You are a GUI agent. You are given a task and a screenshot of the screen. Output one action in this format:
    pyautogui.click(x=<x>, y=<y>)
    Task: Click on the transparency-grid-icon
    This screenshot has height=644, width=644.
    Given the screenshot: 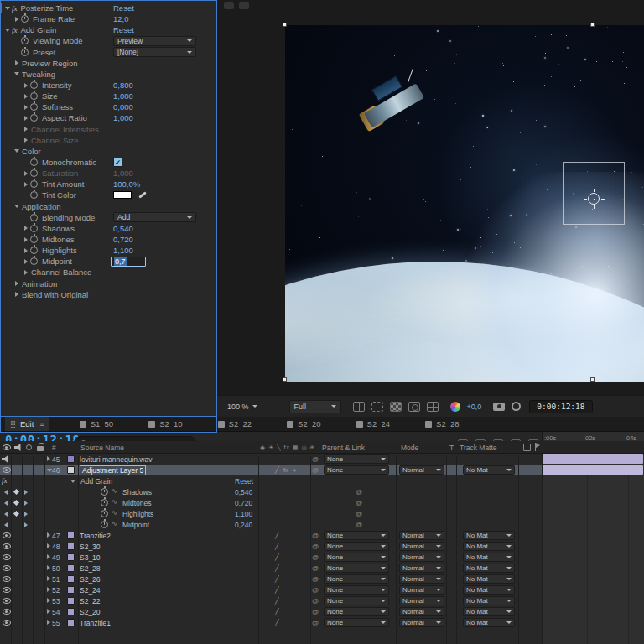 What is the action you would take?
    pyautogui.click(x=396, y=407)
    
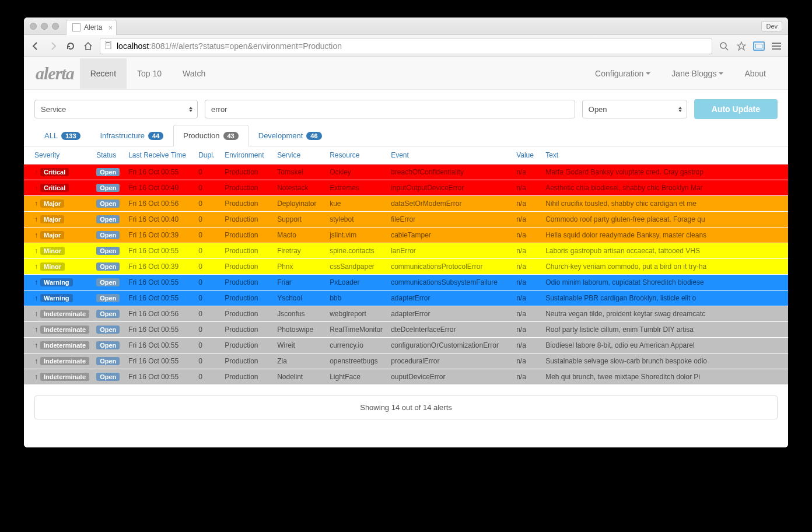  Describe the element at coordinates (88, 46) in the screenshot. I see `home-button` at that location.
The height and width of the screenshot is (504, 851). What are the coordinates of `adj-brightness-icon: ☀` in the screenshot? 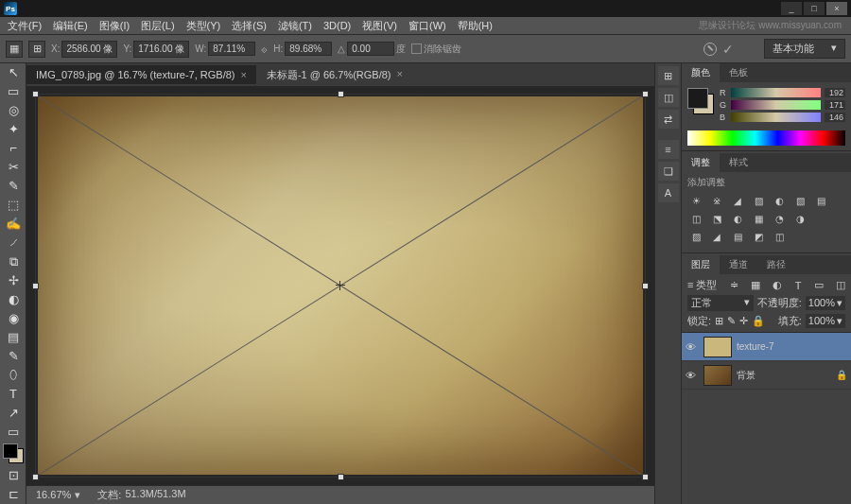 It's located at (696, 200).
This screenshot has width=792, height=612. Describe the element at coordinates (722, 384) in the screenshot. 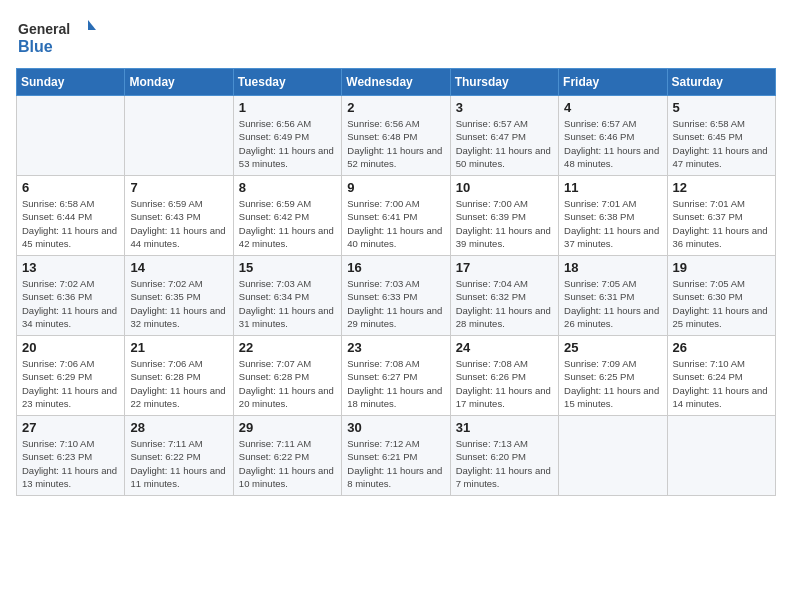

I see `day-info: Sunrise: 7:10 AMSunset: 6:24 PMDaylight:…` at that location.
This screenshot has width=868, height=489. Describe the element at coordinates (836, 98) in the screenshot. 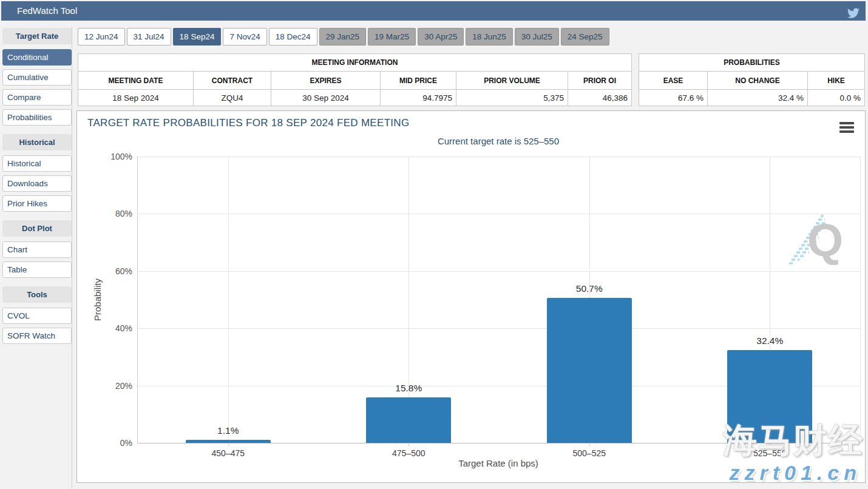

******************************

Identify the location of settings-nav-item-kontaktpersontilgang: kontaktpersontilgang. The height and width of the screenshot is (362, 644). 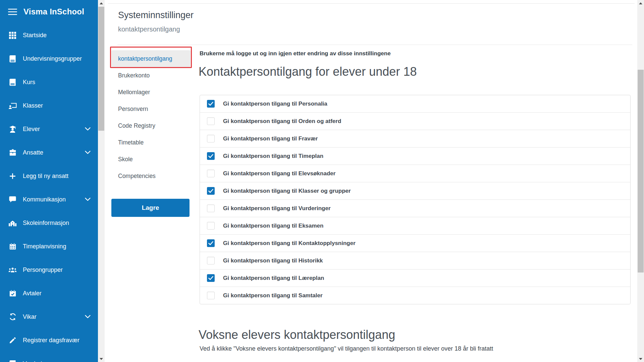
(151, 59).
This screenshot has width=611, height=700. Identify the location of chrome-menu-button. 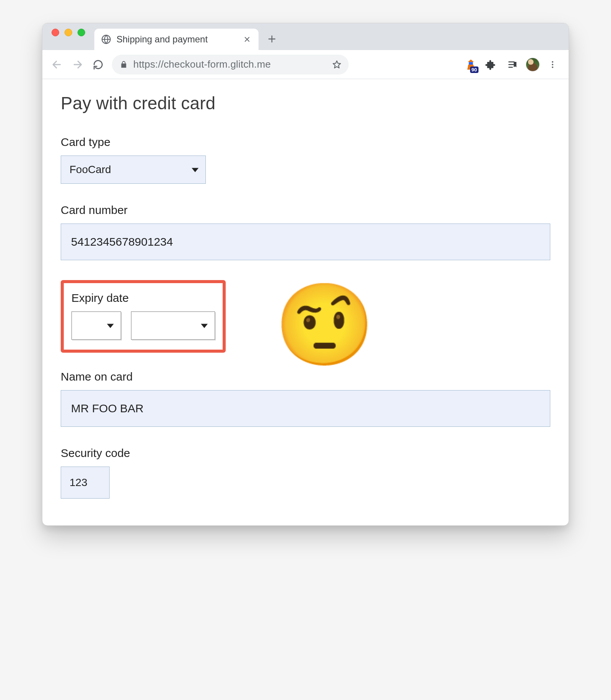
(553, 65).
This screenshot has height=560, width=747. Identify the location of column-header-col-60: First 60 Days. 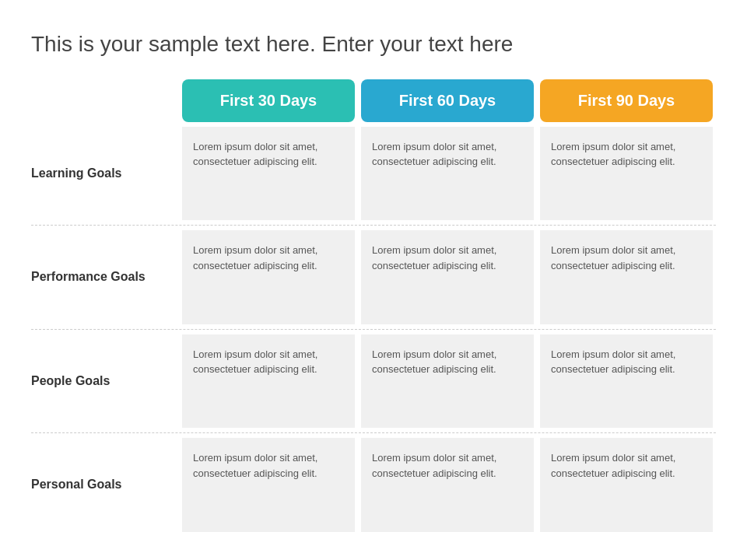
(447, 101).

******************************

* DIRECTIONS
Please give back, exactly as it stands above, the stretch from the line with "You are a GUI" through the line with "This screenshot has height=644, width=644.", and no line outside it.

* ANSWER SECTION
You are a GUI agent. You are given a task and a screenshot of the screen. Output one action in this format:
    pyautogui.click(x=<x>, y=<y>)
    Task: Click on the transparency-grid-icon
    This screenshot has height=644, width=644.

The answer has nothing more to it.